Fragile Connections
I live in a little city in central Arizona. Going across town on my way home, I heard on the radio that the internet was dead in my area. I've been through outages before and although they're annoying, they usually only last a few minutes. But this time...
I get home and hear the problem was from a construction accident way down near Phoenix, where someone or something severed a fiber-optic cable which feeds points north, like me. I don't know much about how they work but do know those cables handle all the internet traffic from here to there, ultimately everywhere.
One would think that these things are repairable and routines already exist to repair a failed segment. Maybe they are, but the net has now been dead over two hours, calling 911 and who-knows-what doesn't work.
So our little city is starting to find out how dependent it has become on the internet. Right now, it's just an annoyance, but what if this goes on throughout the day, the week or the month? Innumerable businesses and services have come to rely on the net to stay afloat and, one by one, will eventually fail without it.
As I write this (because I have nothing better to do right now), electricity and landline phones still work, so if we can figure how we got along with just them, only ten, twenty years ago, we'll get by. But it's no stretch to say we'll never learn how to embrace regression. And if the net stays down, it's probably just a matter of time until those quaint technologies go down too. Then we'll be back in the old west, where there are no cars, no lights at night and horses will be very expensive.
And what’s more, this certainly seems like a slam dunk play for terrorists. If they're stupid enough that this has never occurred to them, it will soon enough. All they have to is find a working fiber-optic cable and cut it. I know that's true because some dingleberry just did that by accident.
But now, six hours later, I’m told it was on purpose, as in an act of vandalism!
And then they fixed it, just like that. Everything works just fine now, same as it ever was. So we can go on with our blind devotion to an essential technology we know nothing about, other than how to unlike your in-laws... fragile connections indeed.

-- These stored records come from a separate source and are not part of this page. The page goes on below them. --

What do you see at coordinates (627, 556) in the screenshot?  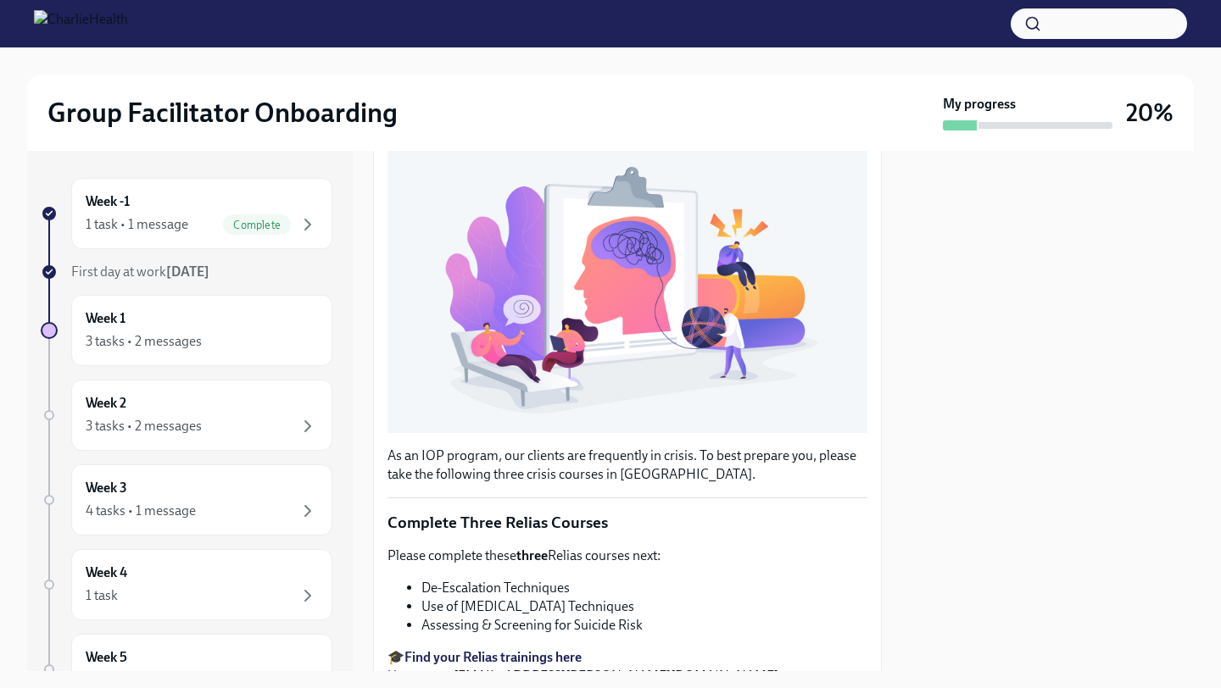 I see `p: Please complete these Relias courses next:` at bounding box center [627, 556].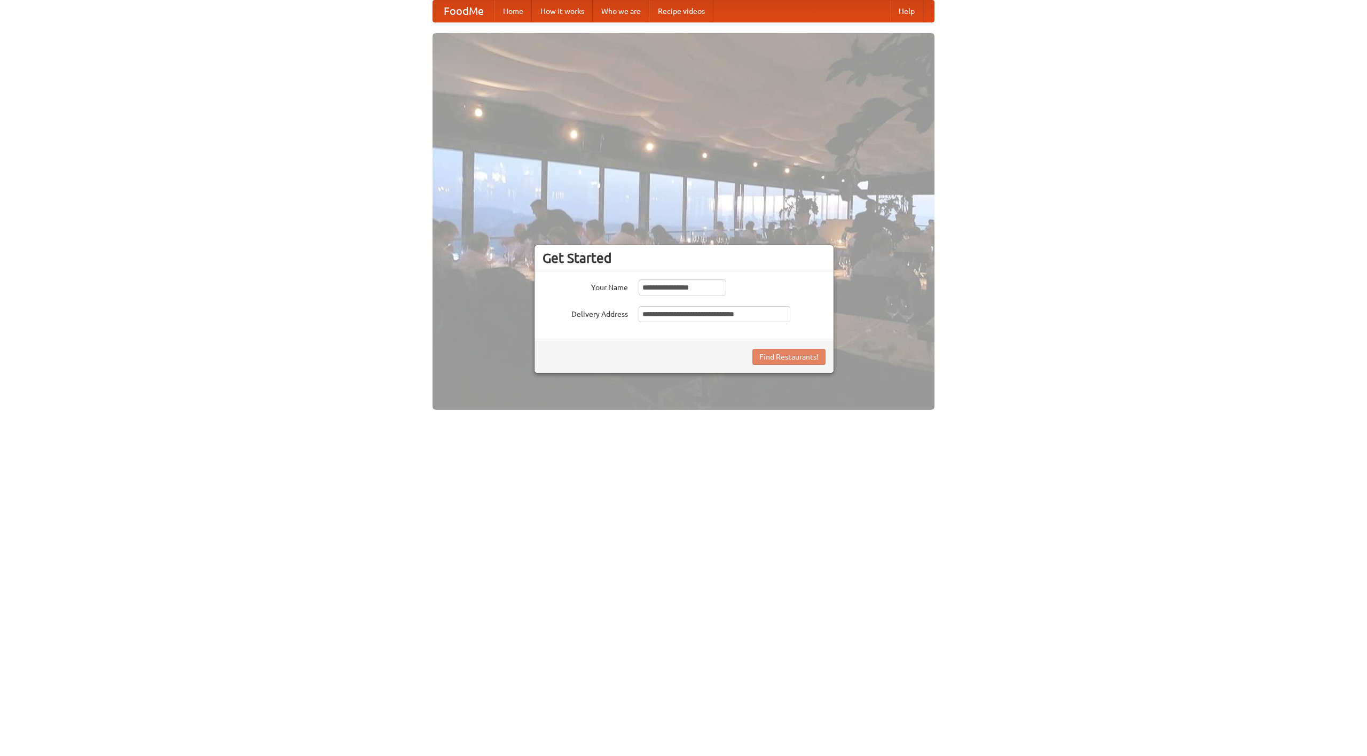  What do you see at coordinates (907, 11) in the screenshot?
I see `a: Help` at bounding box center [907, 11].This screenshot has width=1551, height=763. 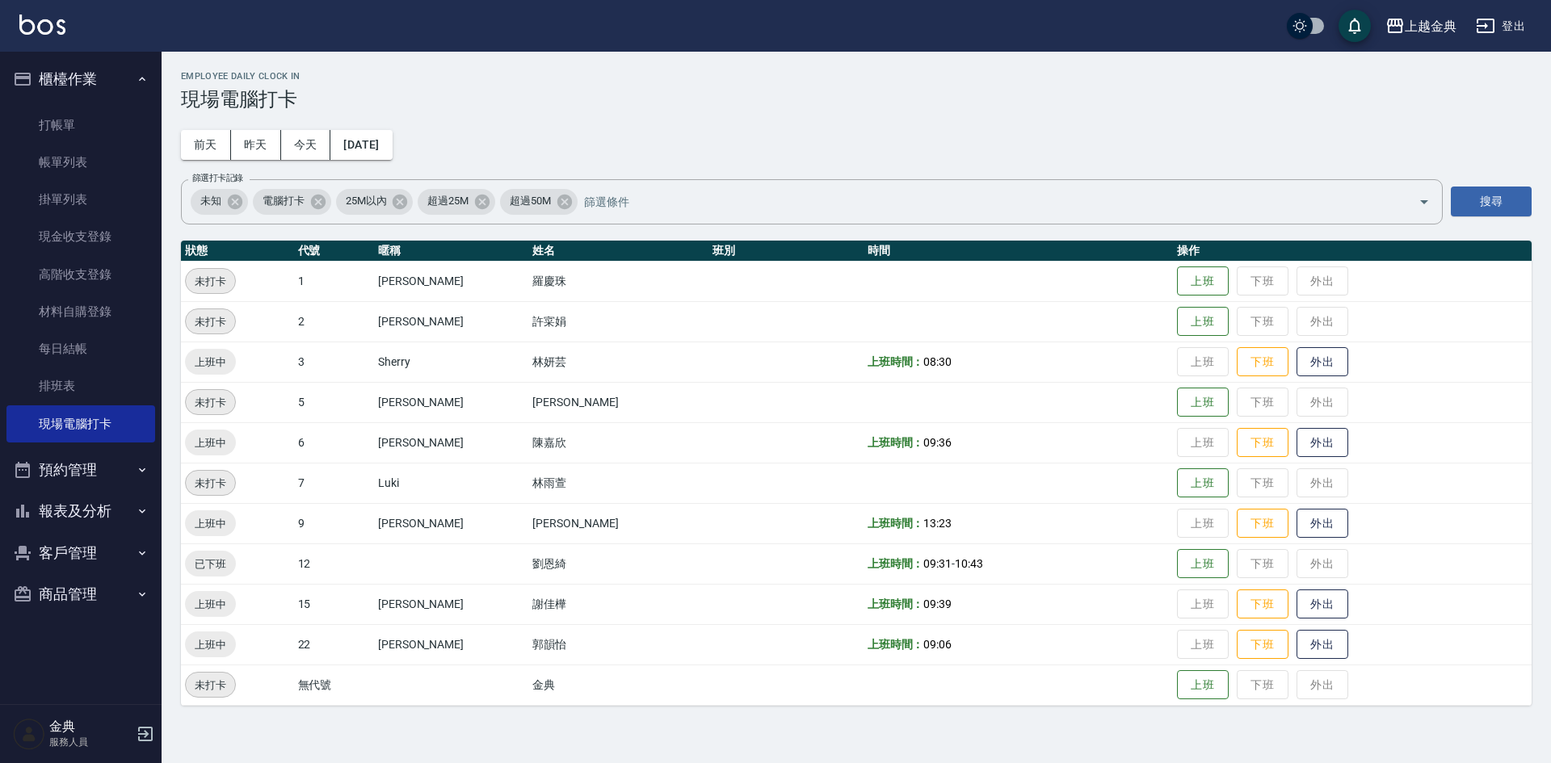 I want to click on td: 15, so click(x=334, y=604).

I live in a little city in central Arizona. Going across town on my way home, I heard on the radio that the internet was dead in my area. I've been through outages before and although they're annoying, they usually only last a few minutes. But this time...
I get home and hear the problem was from a construction accident way down near Phoenix, where someone or something severed a fiber-optic cable which feeds points north, like me. I don't know much about how they work but do know those cables handle all the internet traffic from here to there, ultimately everywhere.
One would think that these things are repairable and routines already exist to repair a failed segment. Maybe they are, but the net has now been dead over two hours, calling 911 and who-knows-what doesn't work.
So our little city is starting to find out how dependent it has become on the internet. Right now, it's just an annoyance, but what if this goes on throughout the day, the week or the month? Innumerable businesses and services have come to rely on the net to stay afloat and, one by one, will eventually fail without it.
As I write this (because I have nothing better to do right now), electricity and landline phones still work, so if we can figure how we got along with just them, only ten, twenty years ago, we'll get by. But it's no stretch to say we'll never learn how to embrace regression. And if the net stays down, it's probably just a matter of time until those quaint technologies go down too. Then we'll be back in the old west, where there are no cars, no lights at night and horses will be very expensive.
And what’s more, this certainly seems like a slam dunk play for terrorists. If they're stupid enough that this has never occurred to them, it will soon enough. All they have to is find a working fiber-optic cable and cut it. I know that's true because some dingleberry just did that by accident.
But now, six hours later, I’m told it was on purpose, as in an act of vandalism!
And then they fixed it, just like that. Everything works just fine now, same as it ever was. So we can go on with our blind devotion to an essential technology we know nothing about, other than how to unlike your in-laws... fragile connections indeed.